Mueller’s Nights I Dreamed of Hubert Humphrey (by the badass Outpost19) is not quite as dark or bracing or demanding as Bradfield’s History (thankfully: one can only read so many rethink-everything books before just flipping on House Hunters), but it’s sneaky in ways History is not. This sneakiness manifests as follows: most of the stories in Nights are, roughly enough, about people (largely boys and men) trying to find their place in the world, trying to find where they fit. One may fairly/safely expect, therefore, for the stories to be animated by notions of desire, but a trick of desire is that articulating desire depends to a degree on awareness, specifically self-awareness. Mueller’s characters are folks of various clenchings, seemingly unable to be clear regarding what’s in them, at any depth. The murk of the thing’s tidal, or at least it was to me.
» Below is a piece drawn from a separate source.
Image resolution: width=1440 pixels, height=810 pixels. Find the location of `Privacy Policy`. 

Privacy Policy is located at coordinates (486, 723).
And yet such confusion is generative, in dark ways. There’s got to be a better word for what these characters are—they’re not really confused, nor are they ignorant; it’s more overwhelming: it’s that they’ve got things in them they won’t or can’t look at, and those things they won’t/can’t look at are [of course] massively important aspects regarding how crucial decisions are made. Think of it like this: if you’re somehow confronted by two very angry people, one of whom loves Lik-M-Aid and Coke Zero, the other of whom seems to have no clear weather pattern regarding desires, most of us would choose to be confronted by the angry person who also has some clarity regarding desires and wants. That’s life. But in these stories, such lack of clarity’s hugely generative: we read to the end of each of these stories, basically discovering if life is satisfying to these characters while they’re processing the same. It’s a heady way to read—again, it murked me, and left me feeling deeply weird—but there’s zero argument against the power of these stories.